The international community has set itself ambitious targets to ensure healthy lives for all, aiming for ‘Universal Health Coverage’ (UHC) by 2030, and to deliver the promise of the Global Goals to ‘leave no one behind’. While progress is being achieved in some areas, such as increasing the overall coverage of essential vaccines, and tackling diseases of poverty, in many countries, progress is mixed or even reversing. Struggling health systems, insufficient progress on malnutrition, and high disease burdens remain serious challenges, and many of the most marginalised and remote communities are still denied effective health services.
The UK has long been a leader on global health, for example, as a leading donor to organisations such as Gavi, The Vaccine Alliance, and the Global Fund to Fight AIDS, TB and Malaria. It funds extensive nutrition and food security programmes around the world. And support from the Department for International Development (DFID) helps countries to strengthen and increasingly take ownership of their own health services.
However, UK aid priorities are changing to focus more on security and economic development, creating a real risk that human development programmes – such as those that fund health and education – will be reduced. While economic development has been a major factor in more than halving poverty rates since the 1990s, evidence shows that countries that provide health and education services improve their economic development, as well as being the right thing to do. It is critical that DFID’s spending on global health is increased as a proportion of its overall budget, with UK spending on global health rising to 0.1% of Gross National Income (GNI). Failing to focus UK aid spending sufficiently on global health risks a reversal of the progress that has been made.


§ Task directions:
Return nothing but the lines from the one containing "Extract the location" through the end of the records below, exactly as they stand and without pictures.
•••
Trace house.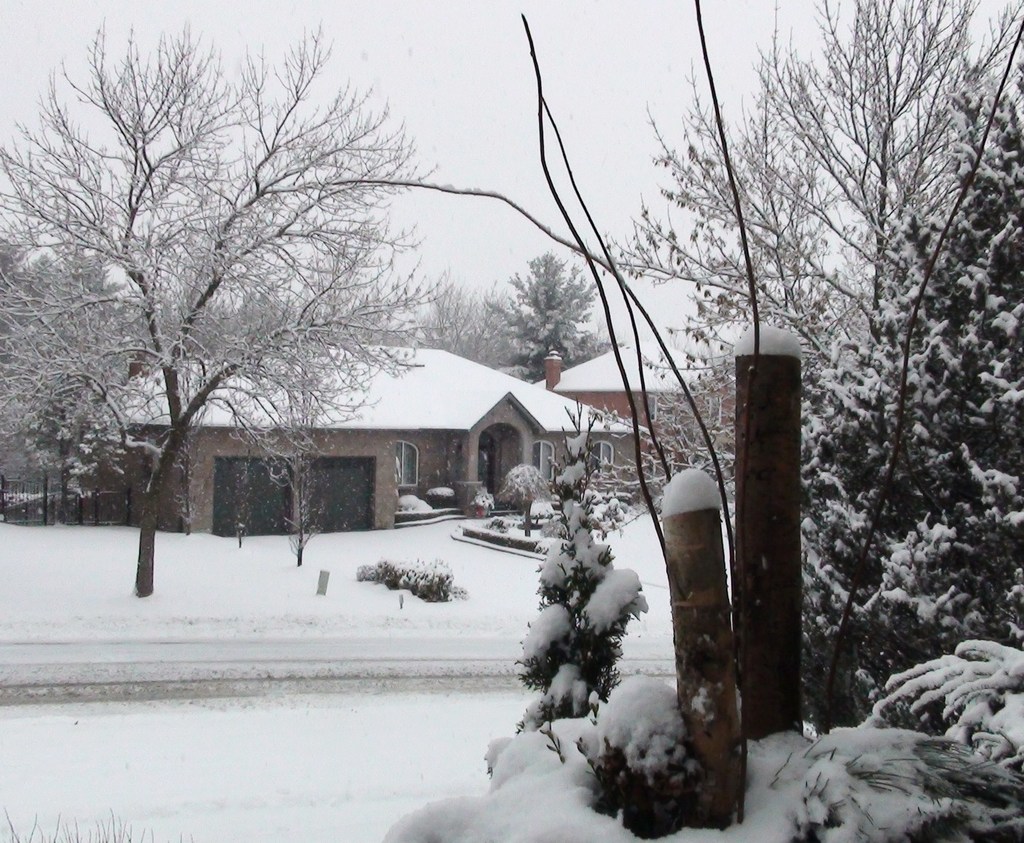
Traced to box=[120, 343, 655, 535].
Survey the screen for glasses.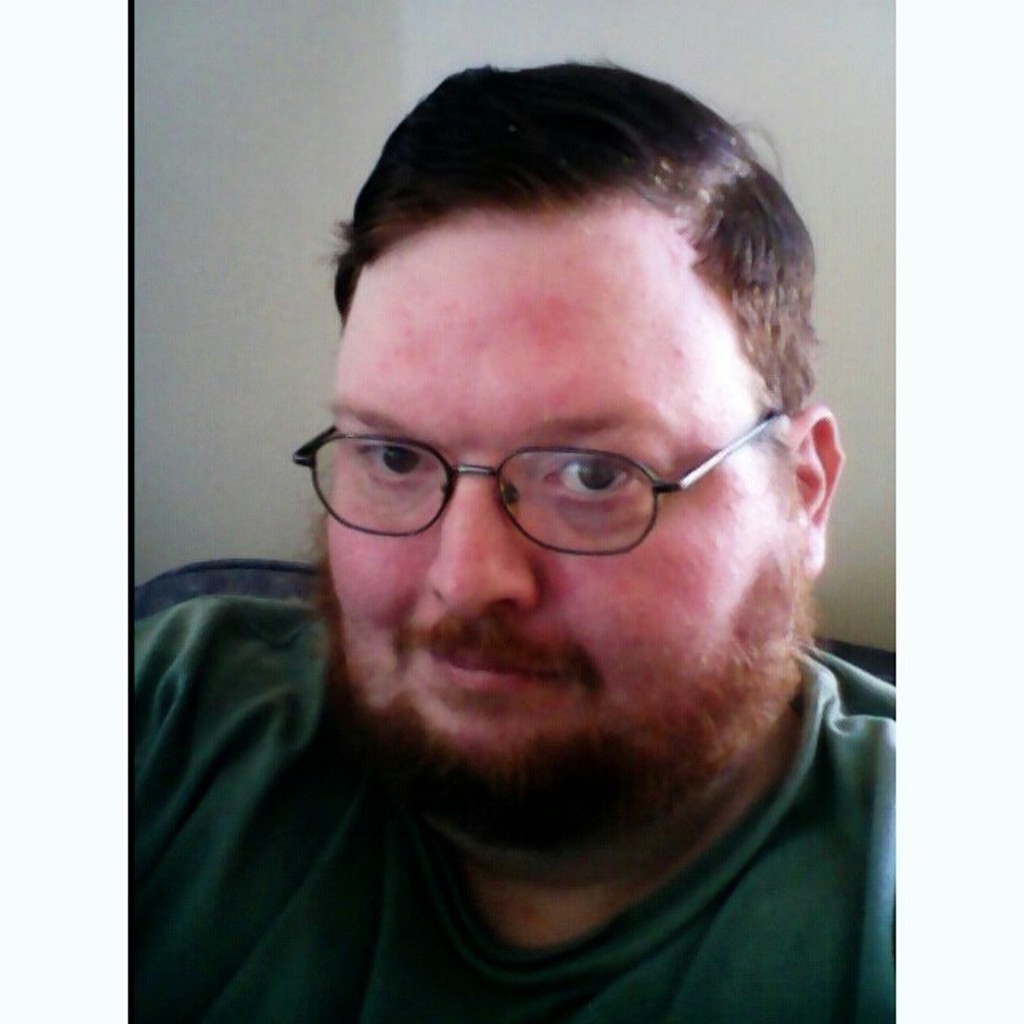
Survey found: BBox(293, 411, 787, 563).
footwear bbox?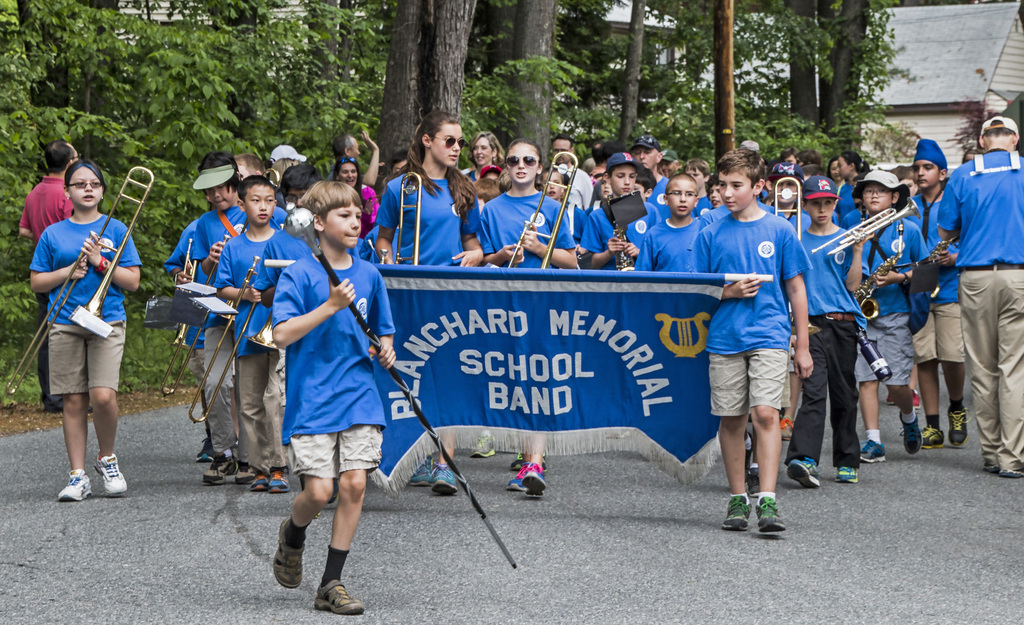
select_region(410, 459, 434, 485)
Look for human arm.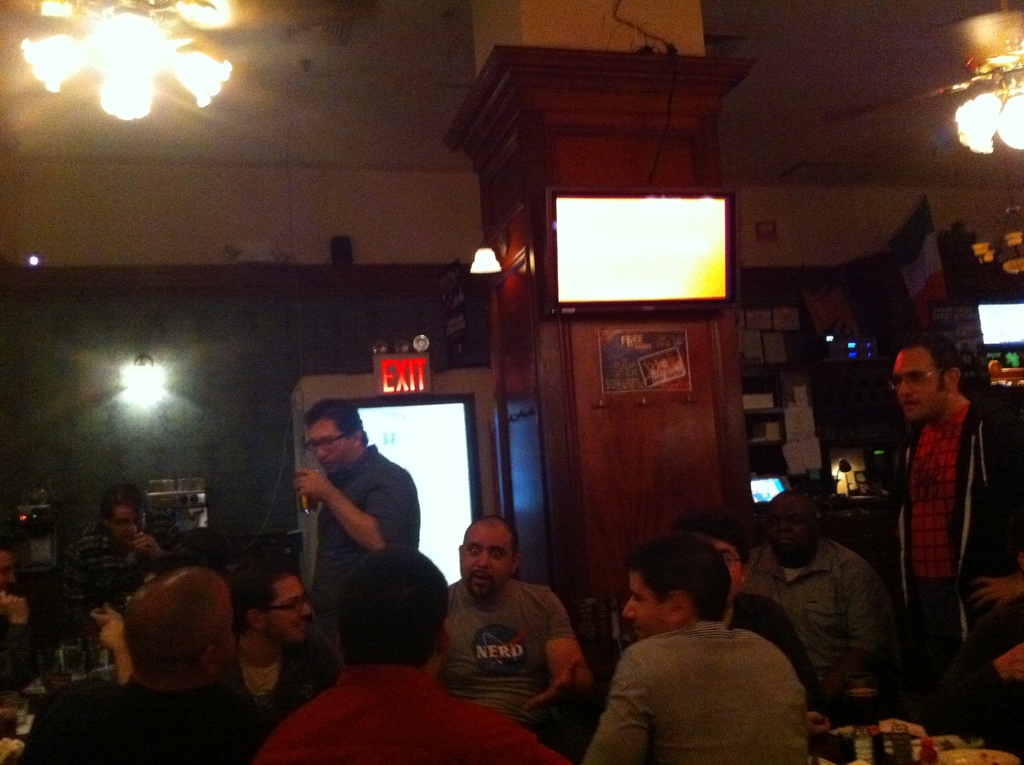
Found: bbox=(504, 720, 579, 764).
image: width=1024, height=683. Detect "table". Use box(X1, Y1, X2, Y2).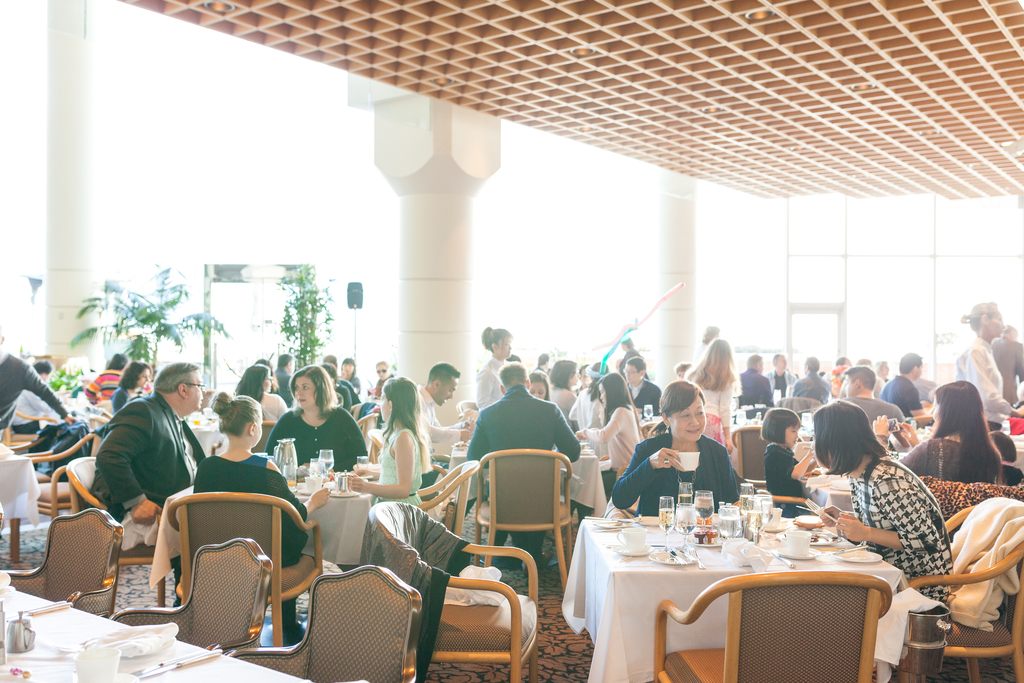
box(559, 509, 938, 682).
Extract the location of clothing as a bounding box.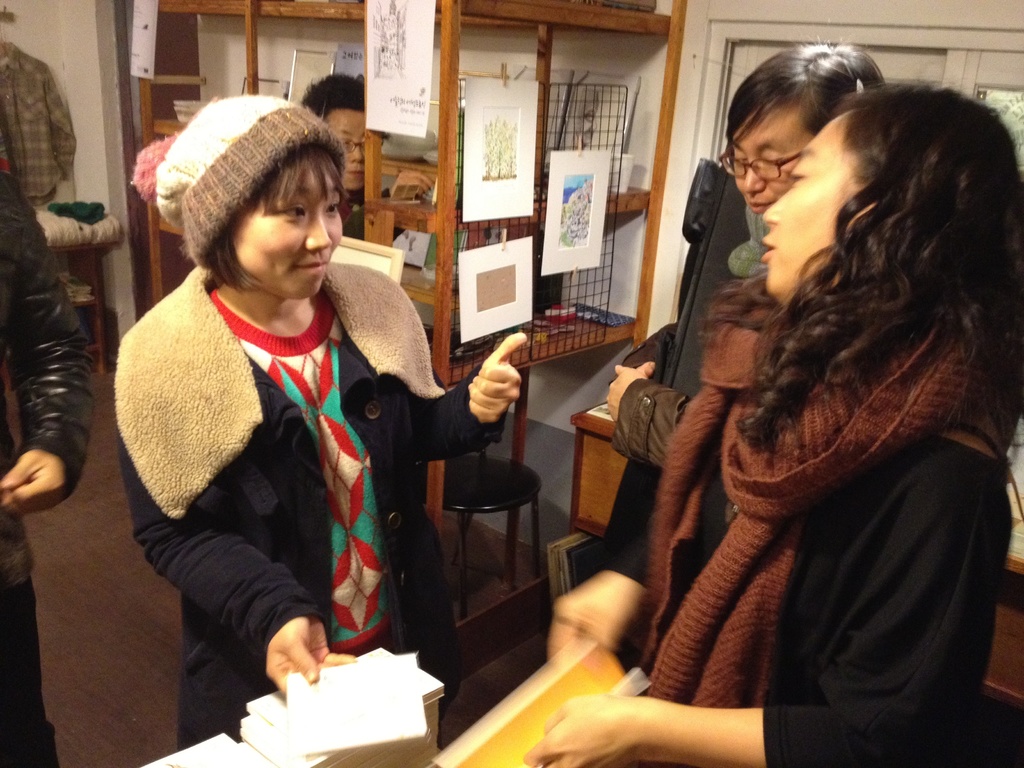
(0,175,95,767).
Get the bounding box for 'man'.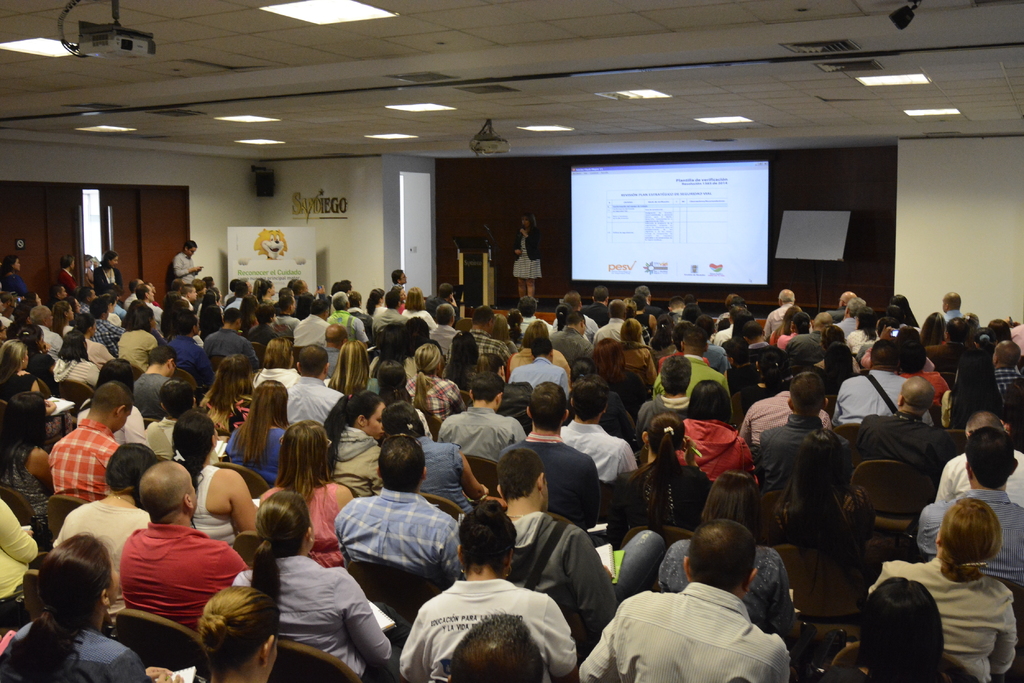
x1=328 y1=431 x2=460 y2=581.
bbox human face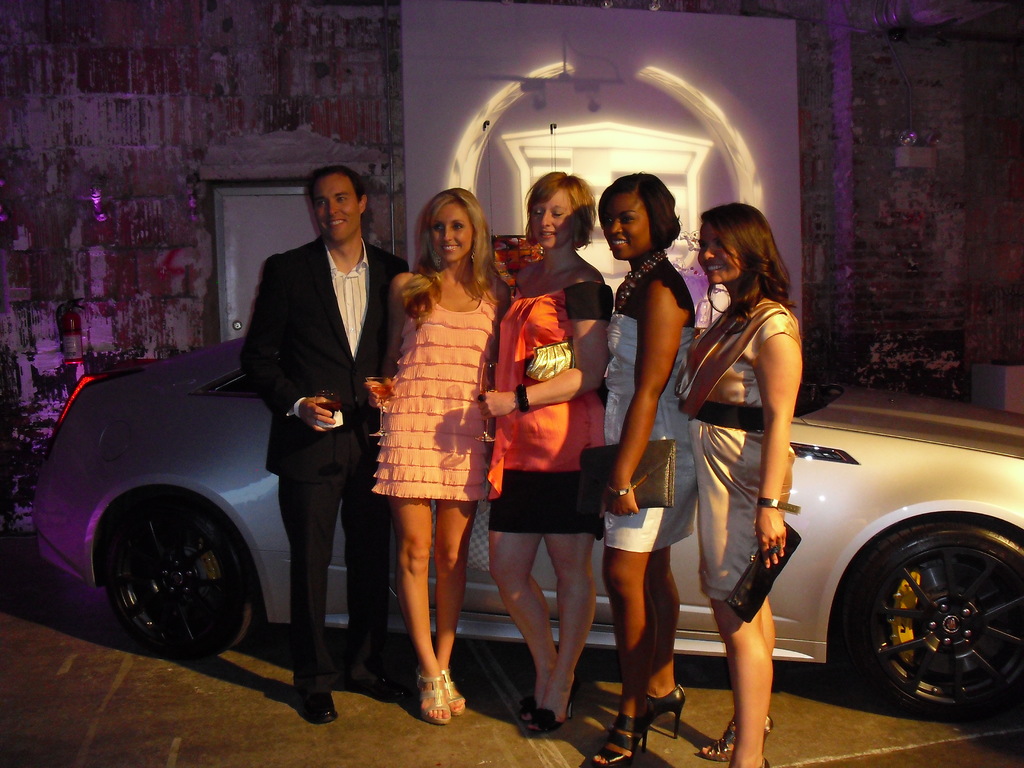
428,200,476,267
•••
§ Task solution:
Extract the location of clothing as a bounding box.
(0,175,95,767).
Get the bounding box for 'man'.
x1=328 y1=431 x2=460 y2=581.
bbox human face
428,200,476,267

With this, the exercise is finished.